Mae

for my great grandmother


We never met, but you have promised this 

would heal, the place in the earth, 

the root system you dragged with your skirts


into the grave. It is all recorded in the veins 

of ore striped into rock, or rings in the tree, so we 

can tell what growing season, what glacier, what rapture


created this place. You were dry as

a tablecloth by then, your face like rock 

in the sun. I’m the one you were afraid


of becoming. Even as a girl I put hammer 

to granite and then sat at the table, sorting the crystal 

from the basalt. I am the black 


flecks that drifted in your liquid eye 

while it snowed and snowed

outside, so far from the spring 


inside your name.  If you can stand the cold,

 it is so beautiful here, you wrote in your scrapbook, 

between clippings of Amelia before she crashed 


the plane that was never found, 

and the royal who gave up his throne to marry 

an ordinary American.  You painted when you found 


the time and washed your hands to make dinner:

those wet worlds drying under your bed while you 

spread out the dinner set, did anyone see them?


Before dawn, you caught in a cold moment

the gray creek leading nowhere, and then painted 

the same scene flooded with sun, two versions


side by side.  But between them was the moment 

you didn’t paint, when every line

is sharp and true: is that what your son’s son


has become? An accidental birth, the final 

instant before the sun swept the valley clean, erasing

the words inside your mouth.  


It is why he left: to find what his father never found 

in a welder’s shop, behind the bus wheel,

something he couldn’t say 


even to these open fields. I am sorry to bring you back 

to this pretty and cold place, but I had to ask

before the city called me away, before I forget 


what is at stake.  Oh, I am still full

of what made this place.  The crushing 

rock and slow sheets of ice, what I am coming 


to believe: that destruction is 

creation. What would you make

of me now, standing inside the snake’s belly 


and listening to the hush hush of subway doors, 

the slick rain darkening my hair, my wet 

hands on a man’s arms, face, breathing and shaking.


I came back to ask you if the guilt

holds for every generation, whatever the canvas.  

Dirt or bedsheets, sky or tablecloth, your worlds 


glistening under the bed, and turpentine seeping up

into the air while he slept beside you—does it linger, 

the dream you lay your belly against?  I cry 


the hardest when I’m trying to stop.  It rained down 

on you sometimes too, I know, like what a lover once 

said about sex, but it holds for the soul too—it will grow


tangled and press at the gate, whether we tend to it or not.  

How he tasted to you coming in from 


the outside: sharp with sweat and smoke, a plane’s exhaust, the life

he tried to give you when he shut the gate behind him.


## PROBLEM
Every line with the string "greenhouse" in it belongs in your answer, so copy them all from the data.

--- DATA RECORDS ---

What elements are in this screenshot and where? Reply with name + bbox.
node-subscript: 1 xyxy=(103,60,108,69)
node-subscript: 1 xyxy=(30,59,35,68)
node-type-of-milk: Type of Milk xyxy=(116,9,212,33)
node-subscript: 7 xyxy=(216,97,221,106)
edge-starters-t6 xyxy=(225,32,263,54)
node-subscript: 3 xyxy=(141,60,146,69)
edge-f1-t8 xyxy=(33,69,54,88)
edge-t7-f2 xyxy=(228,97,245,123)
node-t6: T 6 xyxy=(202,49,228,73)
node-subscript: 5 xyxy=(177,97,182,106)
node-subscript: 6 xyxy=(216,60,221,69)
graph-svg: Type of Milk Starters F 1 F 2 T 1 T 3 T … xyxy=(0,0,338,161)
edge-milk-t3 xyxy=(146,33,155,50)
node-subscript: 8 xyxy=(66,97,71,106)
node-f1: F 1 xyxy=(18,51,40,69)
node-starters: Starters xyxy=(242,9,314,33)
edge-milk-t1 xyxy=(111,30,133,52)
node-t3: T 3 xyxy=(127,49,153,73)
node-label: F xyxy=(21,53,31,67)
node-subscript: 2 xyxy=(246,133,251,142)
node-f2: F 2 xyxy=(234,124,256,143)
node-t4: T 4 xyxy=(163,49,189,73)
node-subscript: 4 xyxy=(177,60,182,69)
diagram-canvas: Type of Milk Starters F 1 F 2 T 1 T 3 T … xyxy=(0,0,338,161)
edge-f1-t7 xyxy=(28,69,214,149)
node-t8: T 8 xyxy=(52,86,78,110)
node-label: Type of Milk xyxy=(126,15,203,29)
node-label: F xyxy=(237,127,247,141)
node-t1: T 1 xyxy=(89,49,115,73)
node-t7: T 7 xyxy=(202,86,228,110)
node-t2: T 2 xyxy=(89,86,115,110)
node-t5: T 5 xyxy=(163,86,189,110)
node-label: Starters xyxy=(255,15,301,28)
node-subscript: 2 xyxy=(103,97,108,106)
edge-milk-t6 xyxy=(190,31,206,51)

---
--- DATA RECORDS ---

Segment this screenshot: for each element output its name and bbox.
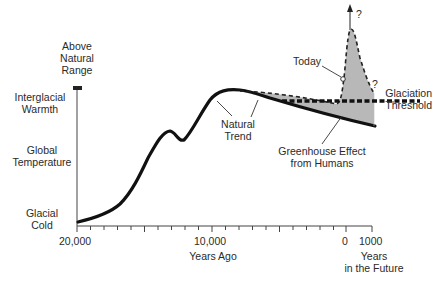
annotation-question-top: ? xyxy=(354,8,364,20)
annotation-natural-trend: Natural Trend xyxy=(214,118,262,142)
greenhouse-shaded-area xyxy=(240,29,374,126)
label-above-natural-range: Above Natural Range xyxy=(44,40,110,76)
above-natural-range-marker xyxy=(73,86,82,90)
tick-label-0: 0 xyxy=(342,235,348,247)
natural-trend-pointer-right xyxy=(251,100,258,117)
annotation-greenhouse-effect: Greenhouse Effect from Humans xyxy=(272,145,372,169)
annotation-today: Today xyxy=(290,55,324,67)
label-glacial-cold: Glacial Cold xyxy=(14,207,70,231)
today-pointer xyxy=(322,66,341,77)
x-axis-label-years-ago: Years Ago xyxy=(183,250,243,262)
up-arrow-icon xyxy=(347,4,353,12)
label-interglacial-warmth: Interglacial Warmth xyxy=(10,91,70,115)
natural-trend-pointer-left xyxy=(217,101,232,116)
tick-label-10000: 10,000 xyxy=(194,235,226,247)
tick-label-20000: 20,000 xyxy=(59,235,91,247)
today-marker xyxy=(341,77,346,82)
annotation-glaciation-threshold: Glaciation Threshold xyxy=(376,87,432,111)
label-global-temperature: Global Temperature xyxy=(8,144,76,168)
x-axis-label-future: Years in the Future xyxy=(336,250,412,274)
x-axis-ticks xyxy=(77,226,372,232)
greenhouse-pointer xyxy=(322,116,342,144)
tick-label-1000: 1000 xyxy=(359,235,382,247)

---

## WRITTEN SOLUTION
greenhouse-shaded-area xyxy=(240,29,374,126)
annotation-greenhouse-effect: Greenhouse Effect from Humans xyxy=(272,145,372,169)
greenhouse-pointer xyxy=(322,116,342,144)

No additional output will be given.